When Jager was done, a perfect, deep silence fell over the white emptiness. The only sound was the low, hungry hiss of the iron alligator. Lloyd’s lips curved into a slow, cold smile. It was a perfect, chilling copy of Jager’s own, but it had a different, and much more terrifying, quality. It was not the smile of a hunter confident in his own strength. It was the smile of a god, looking down on a somewhat interesting but ultimately unimportant mortal who had just made a basic, and deadly, mistake in how he understood the universe.
“You assume,” Lloyd said, his voice a quiet, normal tone that cut through the heavy silence with the clean, sharp finality of a surgeon’s knife, “that I am the one who is trapped.”
And then, with a quiet, internal command, he released his true power.
It was not an explosion. It was not a roar. It was a change in the state of being. The clean, neutral white of the dimension did not get darker; it grew brighter. It became a blinding, cold, and total white that was not the presence of light, but the complete, conceptual absence of everything else. A silent, expanding ball of pure, unfiltered cold erupted from him, a storm of absolute zero. The very air, which didn't really exist in this place, seemed to turn to crystal. A billion tiny, perfect snowflakes formed and then broke in the space of a single, silent heartbeat.

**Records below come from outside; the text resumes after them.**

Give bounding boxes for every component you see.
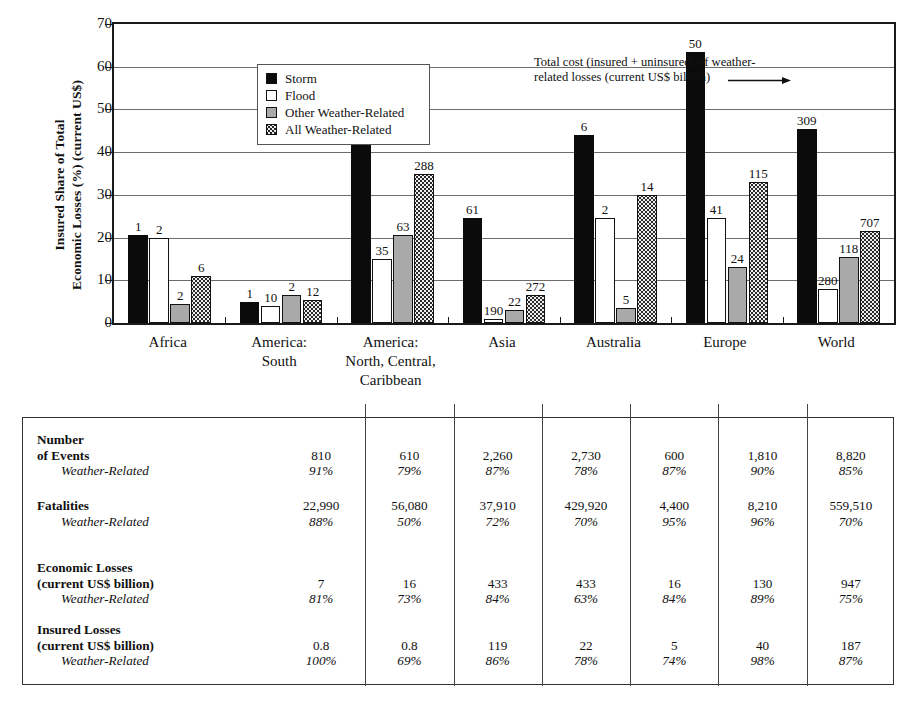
bar-value-label: 115 [739,166,779,182]
table-cell-value: 187 [796,638,906,654]
y-tick-mark [105,195,112,196]
legend-swatch-flood-icon [266,90,277,101]
x-axis-label-line: Caribbean [335,371,446,390]
x-axis-label-line: America: [223,333,334,352]
legend-swatch-all-icon [266,124,277,135]
data-table-wrap: Numberof EventsWeather-Related81091%6107… [22,417,894,685]
x-axis-label-line: America: [335,333,446,352]
bar-storm [686,52,706,323]
y-tick-mark [105,280,112,281]
legend-item-all: All Weather-Related [266,121,423,138]
bar-storm [574,135,594,323]
legend-item-flood: Flood [266,87,423,104]
bar-all [526,295,546,323]
bar-value-label: 309 [787,113,827,129]
bar-other [728,267,748,323]
legend-item-storm: Storm [266,70,423,87]
annotation-arrow-icon [728,76,791,85]
bar-other [393,235,413,323]
x-axis-label-line: South [223,352,334,371]
annotation-text: Total cost (insured + uninsured) of weat… [534,55,755,84]
x-axis-labels: AfricaAmerica:SouthAmerica:North, Centra… [112,333,896,399]
bar-other [170,304,190,323]
legend-label-all: All Weather-Related [285,123,391,136]
bar-value-label: 2 [585,202,625,218]
x-axis-label: Europe [669,333,780,352]
legend-label-storm: Storm [285,72,317,85]
table-row-label-line2: (current US$ billion) [37,576,277,592]
bar-value-label: 50 [676,36,716,52]
bar-all [303,300,323,323]
x-axis-tick [783,317,784,323]
table-row-label-line2: (current US$ billion) [37,638,277,654]
table-row-label-line2: of Events [37,448,277,464]
table-row-sublabel: Weather-Related [37,653,277,669]
table-cell-percent: 75% [796,591,906,607]
table-row-label: Numberof EventsWeather-Related [37,432,277,479]
legend-item-other: Other Weather-Related [266,104,423,121]
data-table: Numberof EventsWeather-Related81091%6107… [22,417,894,685]
table-row-label: FatalitiesWeather-Related [37,498,277,529]
bar-all [637,195,657,323]
bar-value-label: 6 [181,260,221,276]
table-cell-percent: 70% [796,514,906,530]
bar-value-label: 14 [627,179,667,195]
table-cell: 94775% [796,576,906,607]
x-axis-label-line: Australia [558,333,669,352]
bar-all [860,231,880,323]
bar-chart: Insured Share of Total Economic Losses (… [0,0,913,400]
table-row-label: Economic Losses(current US$ billion)Weat… [37,560,277,607]
x-axis-label: America:North, Central,Caribbean [335,333,446,390]
bar-storm [128,235,148,323]
bar-storm [797,129,817,323]
gridline [114,67,894,68]
x-axis-label: America:South [223,333,334,371]
annotation-line1: Total cost (insured + uninsured) of weat… [534,55,755,70]
bar-all [414,174,434,324]
gridline [114,195,894,196]
x-axis-label: Australia [558,333,669,352]
table-row-sublabel: Weather-Related [37,514,277,530]
table-row-label-line1: Number [37,432,277,448]
bar-flood [149,238,169,323]
bar-flood [372,259,392,323]
legend-swatch-other-icon [266,107,277,118]
bar-value-label: 61 [453,202,493,218]
bar-other [505,310,525,323]
table-cell-value: 8,820 [796,448,906,464]
x-axis-label: Asia [446,333,557,352]
bar-value-label: 272 [516,279,556,295]
legend-label-other: Other Weather-Related [285,106,404,119]
table-cell: 18787% [796,638,906,669]
bar-all [191,276,211,323]
x-axis-label-line: Asia [446,333,557,352]
x-axis-tick [225,317,226,323]
legend-swatch-storm-icon [266,73,277,84]
bar-value-label: 12 [293,284,333,300]
x-axis-label-line: North, Central, [335,352,446,371]
annotation-line2: related losses (current US$ billion) [534,70,755,85]
x-axis-label: Africa [112,333,223,352]
table-cell: 559,51070% [796,498,906,529]
bar-flood [707,218,727,323]
x-axis-label-line: Africa [112,333,223,352]
bar-value-label: 6 [564,119,604,135]
legend: Storm Flood Other Weather-Related All We… [257,64,430,145]
bar-flood [818,289,838,323]
legend-label-flood: Flood [285,89,315,102]
x-axis-tick [671,317,672,323]
y-tick-mark [105,109,112,110]
bar-other [839,257,859,323]
table-cell-percent: 85% [796,463,906,479]
bar-value-label: 707 [850,215,890,231]
bar-storm [351,127,371,323]
gridline [114,109,894,110]
y-tick-mark [105,152,112,153]
y-axis-ticks: 010203040506070 [60,22,112,325]
table-cell-value: 947 [796,576,906,592]
bar-flood [484,319,504,323]
gridline [114,238,894,239]
x-axis-tick [337,317,338,323]
table-row-label: Insured Losses(current US$ billion)Weath… [37,622,277,669]
figure-root: Insured Share of Total Economic Losses (… [0,0,913,714]
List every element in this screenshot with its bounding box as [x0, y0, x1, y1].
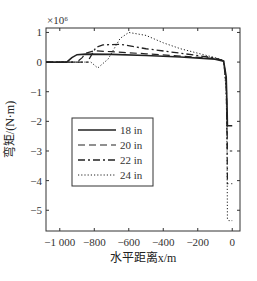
x-axis-label: 水平距离x/m — [110, 250, 177, 265]
x-tick-label: −800 — [83, 236, 106, 248]
y-axis-label: 弯矩/(N·m) — [2, 101, 17, 158]
x-tick-label: −600 — [117, 236, 140, 248]
legend-label: 22 in — [120, 154, 143, 166]
legend: 18 in20 in22 in24 in — [72, 118, 153, 186]
y-tick-label: −5 — [30, 204, 42, 216]
y-multiplier-label: ×10⁶ — [47, 14, 68, 26]
x-tick-label: −400 — [152, 236, 175, 248]
legend-label: 24 in — [120, 169, 143, 181]
y-tick-label: −3 — [30, 145, 42, 157]
legend-label: 18 in — [120, 124, 143, 136]
y-tick-label: −1 — [30, 86, 42, 98]
moment-chart: ×10⁶ −1 000−800−600−400−2000 10−1−2−3−4−… — [0, 0, 257, 281]
y-tick-label: 1 — [37, 26, 43, 38]
y-tick-label: −2 — [30, 115, 42, 127]
x-tick-label: −200 — [186, 236, 209, 248]
legend-label: 20 in — [120, 139, 143, 151]
x-tick-label: −1 000 — [44, 236, 75, 248]
series-line-18-in — [46, 54, 232, 126]
x-tick-label: 0 — [229, 236, 235, 248]
y-tick-label: 0 — [37, 56, 43, 68]
y-tick-label: −4 — [30, 175, 42, 187]
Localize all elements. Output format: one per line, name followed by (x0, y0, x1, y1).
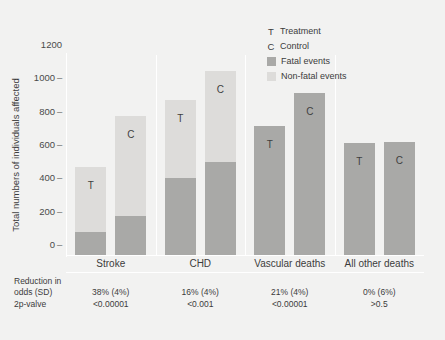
stat-reduction-stroke: 38% (4%) (66, 287, 156, 298)
legend-swatch-icon (267, 57, 276, 66)
bar-segment-fatal (165, 178, 196, 256)
y-axis-tick-1200: 1200 (41, 39, 66, 50)
stat-reduction-chd: 16% (4%) (156, 287, 246, 298)
y-axis-tick-mark: – (57, 172, 62, 183)
stat-reduction-all-other-deaths: 0% (6%) (335, 287, 425, 298)
legend-label: Control (280, 39, 309, 54)
stat-reduction-vascular-deaths: 21% (4%) (245, 287, 335, 298)
category-label-row: StrokeCHDVascular deathsAll other deaths (66, 258, 424, 273)
bar-arm-label: C (205, 84, 236, 95)
y-axis-tick-label: 200 (39, 205, 55, 216)
bar-arm-label: T (165, 113, 196, 124)
bar-arm-label: C (294, 106, 325, 117)
bar-arm-label: T (254, 139, 285, 150)
bar-arm-label: C (384, 155, 415, 166)
stat-pvalue-chd: <0.001 (156, 299, 246, 310)
bar-all-other-deaths-t[interactable]: T (344, 143, 375, 255)
y-axis-tick-label: 0 (50, 239, 55, 250)
y-axis-tick-400: 400– (39, 172, 66, 183)
legend-row-treatment: TTreatment (262, 24, 347, 39)
category-label-vascular-deaths: Vascular deaths (245, 258, 335, 269)
bar-segment-fatal (115, 216, 146, 255)
category-label-chd: CHD (156, 258, 246, 269)
stats-row-label-pvalue: 2p-valve (14, 299, 66, 310)
y-axis-tick-label: 600 (39, 139, 55, 150)
category-separator (156, 55, 157, 255)
y-axis-tick-label: 800 (39, 105, 55, 116)
stats-row-label-reduction-2: odds (SD) (14, 287, 66, 298)
bar-vascular-deaths-c[interactable]: C (294, 93, 325, 255)
legend-row-fatal-events: Fatal events (262, 54, 347, 69)
stats-table-divider (66, 272, 424, 273)
bar-segment-fatal (75, 232, 106, 255)
bar-segment-fatal (205, 162, 236, 255)
y-axis-title: Total numbers of individuals affected (10, 55, 24, 255)
bar-vascular-deaths-t[interactable]: T (254, 126, 285, 255)
y-axis-tick-200: 200– (39, 205, 66, 216)
bar-arm-label: T (344, 156, 375, 167)
legend-label: Treatment (280, 24, 321, 39)
plot-area: 0–200–400–600–800–1000–1200TCTCTCTC (66, 55, 424, 255)
bar-arm-label: T (75, 180, 106, 191)
chart-legend: TTreatmentCControlFatal eventsNon-fatal … (262, 24, 347, 84)
bar-stroke-c[interactable]: C (115, 116, 146, 256)
stat-pvalue-vascular-deaths: <0.00001 (245, 299, 335, 310)
bar-chd-t[interactable]: T (165, 100, 196, 255)
y-axis-tick-1000: 1000– (34, 72, 66, 83)
bar-arm-label: C (115, 129, 146, 140)
bar-all-other-deaths-c[interactable]: C (384, 142, 415, 255)
y-axis-tick-mark: – (57, 72, 62, 83)
legend-swatch-icon (267, 72, 276, 81)
y-axis-tick-mark: – (57, 205, 62, 216)
stats-row-label-reduction-1: Reduction in (14, 276, 66, 287)
legend-row-non-fatal-events: Non-fatal events (262, 69, 347, 84)
legend-label: Non-fatal events (281, 69, 347, 84)
chart-figure: Total numbers of individuals affected 0–… (0, 0, 445, 340)
stat-pvalue-stroke: <0.00001 (66, 299, 156, 310)
legend-label: Fatal events (281, 54, 330, 69)
y-axis-tick-label: 1000 (34, 72, 55, 83)
stat-pvalue-all-other-deaths: >0.5 (335, 299, 425, 310)
legend-key-T: T (262, 24, 280, 39)
bar-segment-fatal (294, 93, 325, 255)
y-axis-tick-label: 1200 (41, 39, 62, 50)
category-separator (245, 55, 246, 255)
bar-chd-c[interactable]: C (205, 71, 236, 255)
category-label-all-other-deaths: All other deaths (335, 258, 425, 269)
y-axis-tick-mark: – (57, 105, 62, 116)
y-axis-tick-label: 400 (39, 172, 55, 183)
y-axis-tick-0: 0– (50, 239, 66, 250)
y-axis-tick-mark: – (57, 239, 62, 250)
category-separator (335, 55, 336, 255)
category-label-stroke: Stroke (66, 258, 156, 269)
x-axis-line (66, 255, 424, 256)
y-axis-tick-600: 600– (39, 139, 66, 150)
legend-row-control: CControl (262, 39, 347, 54)
y-axis-tick-mark: – (57, 139, 62, 150)
y-axis-tick-800: 800– (39, 105, 66, 116)
legend-key-C: C (262, 39, 280, 54)
stats-table: Reduction in odds (SD) 2p-valve 38% (4%)… (0, 276, 445, 320)
bar-stroke-t[interactable]: T (75, 167, 106, 255)
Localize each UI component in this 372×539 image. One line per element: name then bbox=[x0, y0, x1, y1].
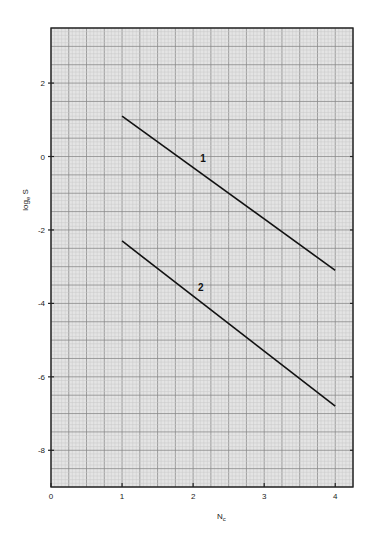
y-axis-label-main: log bbox=[21, 200, 30, 211]
x-tick-label: 4 bbox=[333, 492, 338, 501]
x-axis-label-sub: c bbox=[223, 516, 226, 522]
y-tick-label: 0 bbox=[41, 153, 46, 162]
x-tick-label: 2 bbox=[191, 492, 196, 501]
x-tick-label: 0 bbox=[49, 492, 54, 501]
x-axis-label: Nc bbox=[217, 512, 226, 522]
y-axis-label-suffix: S bbox=[21, 189, 30, 197]
y-tick-label: 2 bbox=[41, 79, 46, 88]
y-axis-label: loge S bbox=[21, 189, 31, 211]
y-tick-label: -8 bbox=[38, 446, 46, 455]
x-tick-label: 1 bbox=[120, 492, 125, 501]
series-label-1: 1 bbox=[200, 153, 206, 164]
x-tick-label: 3 bbox=[262, 492, 267, 501]
y-tick-label: -4 bbox=[38, 299, 46, 308]
y-tick-label: -2 bbox=[38, 226, 46, 235]
chart: 12 01234 20-2-4-6-8 Nc loge S bbox=[0, 0, 372, 539]
series-label-2: 2 bbox=[198, 282, 204, 293]
y-tick-label: -6 bbox=[38, 373, 46, 382]
plot-background bbox=[51, 28, 353, 487]
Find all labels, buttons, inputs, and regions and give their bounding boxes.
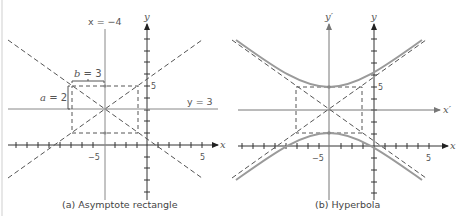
caption-b: (b) Hyperbola: [315, 199, 380, 210]
x-axis: x −5 5: [8, 139, 226, 162]
label-b: b = 3: [74, 68, 102, 79]
vertex-bottom-b: [327, 131, 331, 135]
y-axis-label-b: y: [370, 11, 377, 22]
x-axis-label: x: [220, 139, 226, 150]
tick-label-x5-b: 5: [426, 154, 431, 163]
tick-label-y5-b: 5: [378, 83, 383, 92]
panel-a: x −5 5 y 5: [2, 0, 226, 216]
vertex-bottom: [103, 131, 106, 134]
vertex-top-b: [327, 85, 331, 89]
label-x-neg4: x = −4: [88, 16, 122, 27]
x-prime-label: x′: [443, 104, 452, 115]
tick-label-x5: 5: [200, 153, 205, 162]
y-prime-label: y′: [324, 11, 334, 22]
tick-label-neg5: −5: [88, 153, 100, 162]
label-a: a = 2: [40, 92, 67, 103]
label-y-3: y = 3: [187, 96, 213, 107]
caption-a: (a) Asymptote rectangle: [62, 199, 178, 210]
x-axis-label-b: x: [450, 140, 456, 151]
x-axis-b: x −5 5: [238, 140, 456, 163]
tick-label-neg5-b: −5: [312, 154, 324, 163]
y-axis-label: y: [143, 11, 150, 22]
b-bracket: [72, 81, 104, 83]
figure-canvas: x −5 5 y 5: [0, 0, 458, 216]
y-axis: y 5: [143, 11, 156, 200]
a-bracket: [68, 86, 70, 109]
tick-label-y5: 5: [151, 82, 156, 91]
y-axis-b: y 5: [370, 11, 383, 200]
panel-b: x −5 5 y 5: [232, 11, 456, 210]
vertex-top: [103, 84, 106, 87]
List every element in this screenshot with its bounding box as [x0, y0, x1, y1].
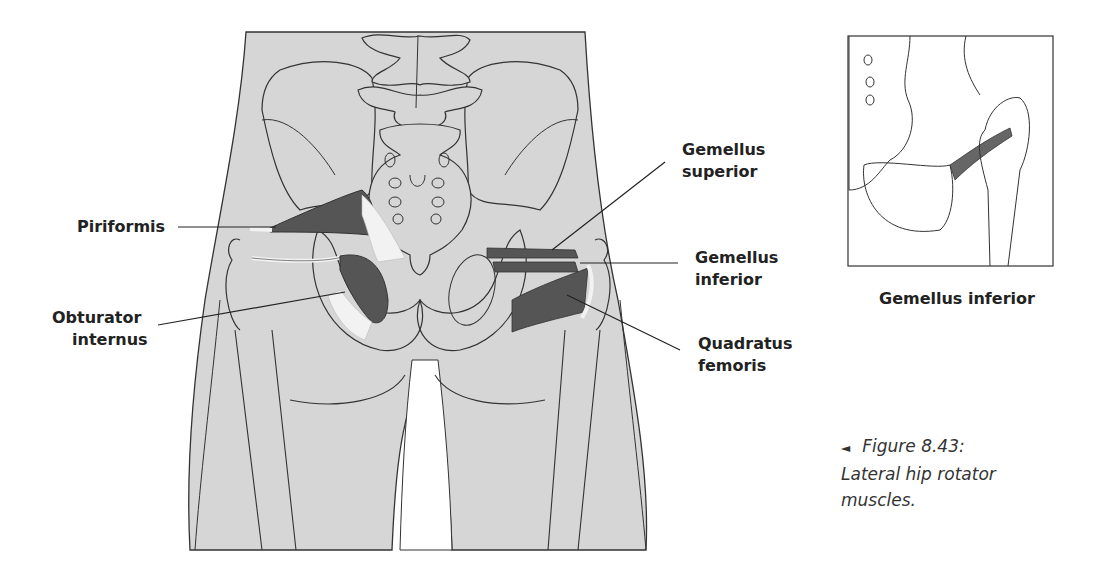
caption-line1: Figure 8.43: — [862, 436, 965, 456]
caption-line2: Lateral hip rotator — [841, 464, 996, 484]
label-gemellus-inferior-line1: Gemellus — [695, 247, 778, 268]
label-quadratus-femoris-line2: femoris — [698, 355, 766, 376]
inset-frame — [848, 36, 1053, 266]
label-obturator-internus-line2: internus — [72, 329, 148, 350]
label-obturator-internus-line1: Obturator — [52, 307, 141, 328]
caption-line3: muscles. — [841, 490, 916, 510]
label-quadratus-femoris-line1: Quadratus — [698, 333, 793, 354]
label-gemellus-superior-line1: Gemellus — [682, 139, 765, 160]
label-gemellus-superior-line2: superior — [682, 161, 757, 182]
inset-caption: Gemellus inferior — [879, 288, 1035, 309]
label-piriformis: Piriformis — [77, 216, 165, 237]
label-gemellus-inferior-line2: inferior — [695, 269, 762, 290]
arrow-left-icon: ◄ — [841, 441, 850, 455]
figure-caption: ◄Figure 8.43: Lateral hip rotator muscle… — [841, 433, 996, 513]
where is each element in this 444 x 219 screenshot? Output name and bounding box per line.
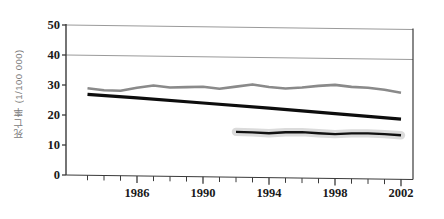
plot-area: [0, 0, 444, 219]
gridline-40: [66, 55, 413, 60]
black-declining-series: [88, 94, 402, 119]
axis-line-group: [66, 24, 413, 180]
series-group: [88, 84, 402, 135]
gridline-50: [66, 25, 413, 30]
gray-upper-series: [88, 84, 402, 92]
x-axis-line: [66, 175, 413, 180]
gridline-group: [66, 25, 413, 60]
chart-container: 死亡率 (1/100 000) 50 40 30 20 10 0 1986 19…: [0, 0, 444, 219]
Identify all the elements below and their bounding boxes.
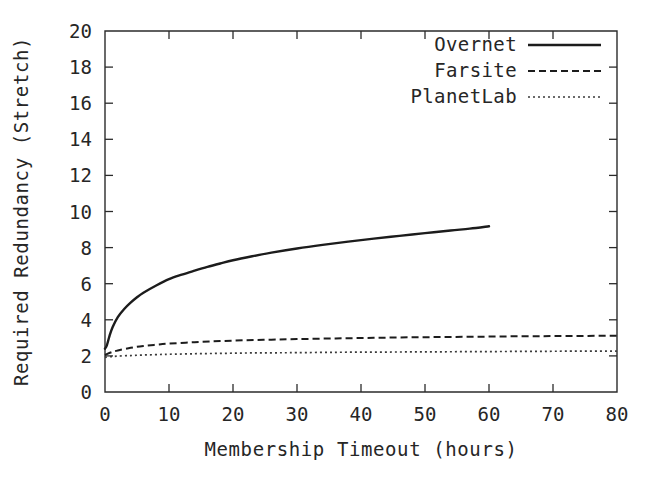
- y-tick-label: 8: [81, 237, 92, 259]
- x-tick-label: 10: [158, 403, 181, 425]
- x-tick-label: 70: [542, 403, 565, 425]
- x-tick-label: 50: [414, 403, 437, 425]
- chart-figure: 02468101214161820 01020304050607080 Memb…: [0, 0, 660, 485]
- x-axis-label: Membership Timeout (hours): [204, 438, 517, 460]
- legend-label-planetlab: PlanetLab: [410, 85, 517, 107]
- y-tick-label: 4: [81, 309, 92, 331]
- x-tick-label: 30: [286, 403, 309, 425]
- y-tick-label: 18: [69, 56, 92, 78]
- x-tick-label: 80: [606, 403, 629, 425]
- line-chart: 02468101214161820 01020304050607080 Memb…: [0, 0, 660, 485]
- y-tick-label: 0: [81, 381, 92, 403]
- legend-label-overnet: Overnet: [434, 33, 517, 55]
- y-tick-label: 16: [69, 92, 92, 114]
- legend-label-farsite: Farsite: [434, 59, 517, 81]
- y-tick-label: 20: [69, 20, 92, 42]
- y-axis-label: Required Redundancy (Stretch): [10, 37, 32, 386]
- y-tick-label: 14: [69, 128, 92, 150]
- y-tick-label: 6: [81, 273, 92, 295]
- y-tick-label: 12: [69, 164, 92, 186]
- x-tick-label: 60: [478, 403, 501, 425]
- x-tick-label: 40: [350, 403, 373, 425]
- x-tick-label: 20: [222, 403, 245, 425]
- y-tick-label: 2: [81, 345, 92, 367]
- y-tick-label: 10: [69, 201, 92, 223]
- x-tick-label: 0: [99, 403, 110, 425]
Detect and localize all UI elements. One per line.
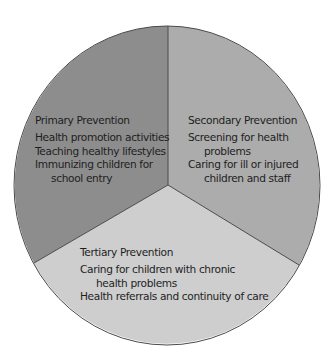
list-item: Caring for ill or injured bbox=[188, 158, 298, 171]
list-item: Teaching healthy lifestyles bbox=[35, 145, 169, 158]
list-item: Immunizing children for bbox=[35, 158, 169, 171]
list-item: Caring for children with chronic bbox=[80, 263, 268, 276]
secondary-prevention-label: Secondary Prevention Screening for healt… bbox=[188, 114, 298, 185]
list-item: Health promotion activities bbox=[35, 131, 169, 144]
tertiary-prevention-label: Tertiary Prevention Caring for children … bbox=[80, 246, 268, 304]
primary-prevention-label: Primary Prevention Health promotion acti… bbox=[35, 114, 169, 185]
list-item: health problems bbox=[80, 277, 268, 290]
list-item: school entry bbox=[35, 172, 169, 185]
list-item: Health referrals and continuity of care bbox=[80, 290, 268, 303]
list-item: children and staff bbox=[188, 172, 298, 185]
list-item: problems bbox=[188, 145, 298, 158]
section-title: Secondary Prevention bbox=[188, 114, 298, 127]
section-title: Primary Prevention bbox=[35, 114, 169, 127]
section-title: Tertiary Prevention bbox=[80, 246, 268, 259]
list-item: Screening for health bbox=[188, 131, 298, 144]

From the center of this instant, self-contained blizzard, she emerged.
She was a being from myths and legends, a creature of impossible, heart-breaking beauty and terrible, absolute power. Bingyu, the magnificent, Sovereign-Level Ice Dragon. Her crystal scales, each one a perfect, many-sided diamond, shimmered with the captured light of a thousand far-off, frozen stars. Her huge, elegant body was a living mountain of starlight and frost. Her movements were like a slow, smooth, and unstoppable glacier. Her eyes were not the eyes of an animal; they were two ancient, frozen stars, holding a wisdom and a power that was absolute, eternal, and unforgiving.
But she did not stay a dragon. The moment she appeared, her huge, physical form dissolved into a swirling, chaotic vortex of shimmering, crystal light, a blizzard of pure, conceptual energy. And this blizzard did not expand. It collapsed, folding inwards, and came together around the quiet, smiling form of Lloyd Ferrum.
The merge was instant, a perfect, silent, and terrifying combination of man and god.
The world of white was torn apart by the birth of a new king.